Both men disliked Roark. He was usually disliked, from the first sight of his face, anywhere he went. His face was closed like the door of a safety vault; things locked in safety vaults are valuable; men did not care to feel that. He was a cold, disquieting presence in the room; his presence had a strange quality: it made itself felt and yet it made them feel that he was not there; or perhaps that he was and they weren’t.

So he doesn't see those people because on the one hand they don't matter to him but also because their lack of individualism makes them disappear against his own presence. This is a large part of why people like Peter Keating hate him and want to see him fail, he supposedly reminds the lesser men of that fact and makes them feel insignificant. He makes everyone else resent the integrity he has for they don't have it.

And this also relates back to the topic of individualism and the idea of "second-handers" who live only through others and their opinions and are thereby the antithesis to Howard Roark's independence. They seek themselves in him, but don't find anything. The majority of people around him constantly need to see their own existence reflected in others but in Roark it isn't since he doesn't care about them. They don't exactly feel unseen, they feel unrecognized. His conversation with Gail Wynand on his yacht in Part 4, Chapter 11 sums up this idea:

"That, precisely, is the deadliness of second-handers. They have no concern for facts, ideas, work. They’re concerned only with people. They don’t ask: ’Is this true?’ They ask: ’Is this what others think is true?’ Not to judge, but to repeat. Not to do, but to give the impression of doing. Not creation, but show. [...] Their reality is not within them, but somewhere in that space which divides one human body from another. Not an entity, but a relation--anchored to nothing. That’s the emptiness I couldn’t understand in people...

"I think your second-handers understand this, try as they might not to admit it to themselves. Notice how they’ll accept anything except a man who stands alone. They recognize him at once. By instinct. There’s a special, insidious kind of hatred for him. [...] They’ve got to force their miserable little personalities on every single person they meet. The independent man kills them--because they don’t exist within him and that’s the only form of existence they know. Notice the malignant kind of resentment against any idea that propounds independence. Notice the malice toward an independent man. Look back at your own life, Howard, and at the people you’ve met. They know. They’re afraid. You’re a reproach."
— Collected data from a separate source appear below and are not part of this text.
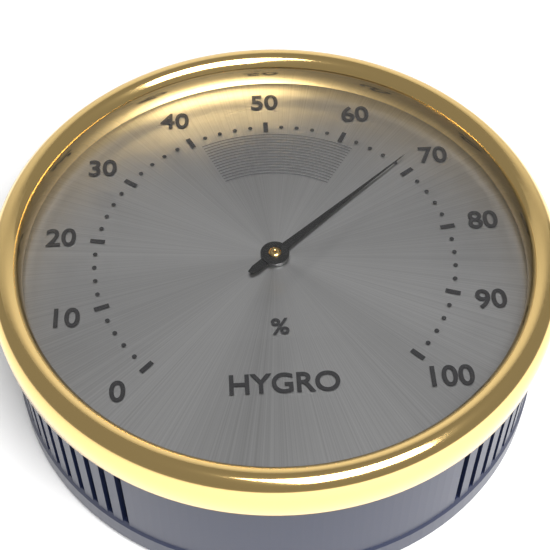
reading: 68 %
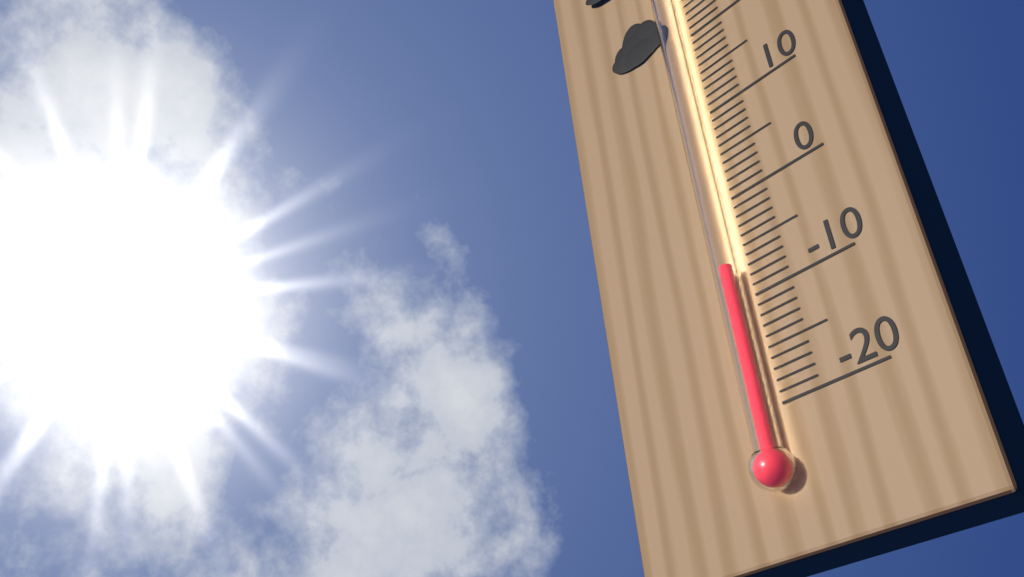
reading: -7 °C
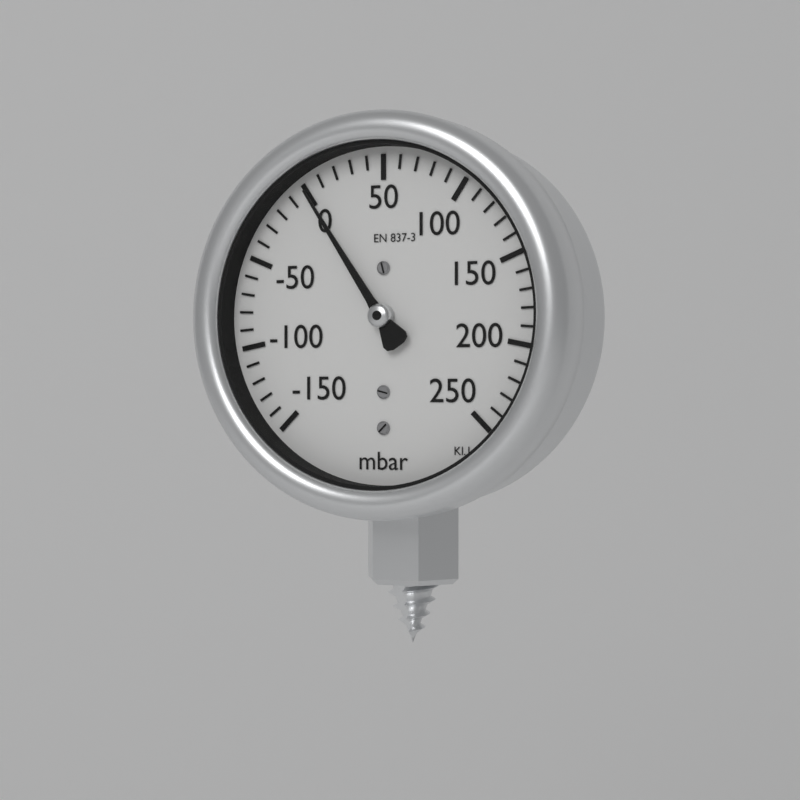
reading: 0 mbar
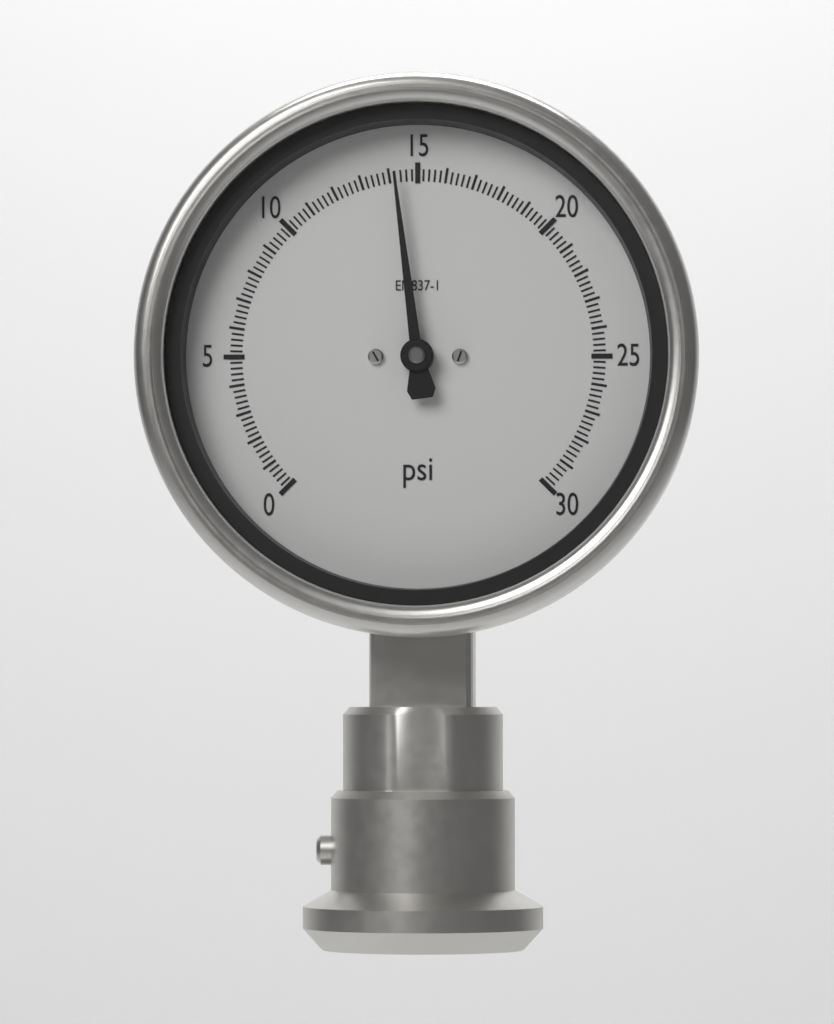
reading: 14.2 psi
And for a counter-example that also directly references this, we can contrast it with the effect he has on someone who on the one hand does matter to Howard and who on the other hand himself incorporates Roark's individualist ideals, Henry Cameron in his first meeting with Roark in Part 1, Chapter 3:

People had always lost their sense of existence in Roark’s presence; but Cameron felt suddenly that he had never been as real as in the awareness of the eyes now looking at him.

Now this answer is based solely on The Fountainhead and its characters and themes of individualism. I don't know much about Rand's broader oeuvre, the thematic of which it is supposedly to be classified into. But while we can understand the novel as part of a larger monolith of objectivist philosophy, we don't necessarily have to. Maybe the themes of individualism aren't as strong in the other works as they are in this novel. But at the end of the day, they're ultimately different characters in different novels employing different stylistic devices and nothing precludes them from simply not having the exact same traits Howard Roark has or making the same point about the people around him. But I'll leave comparative studies of Rand’s characters with regards to her broader ideological framework to other answers.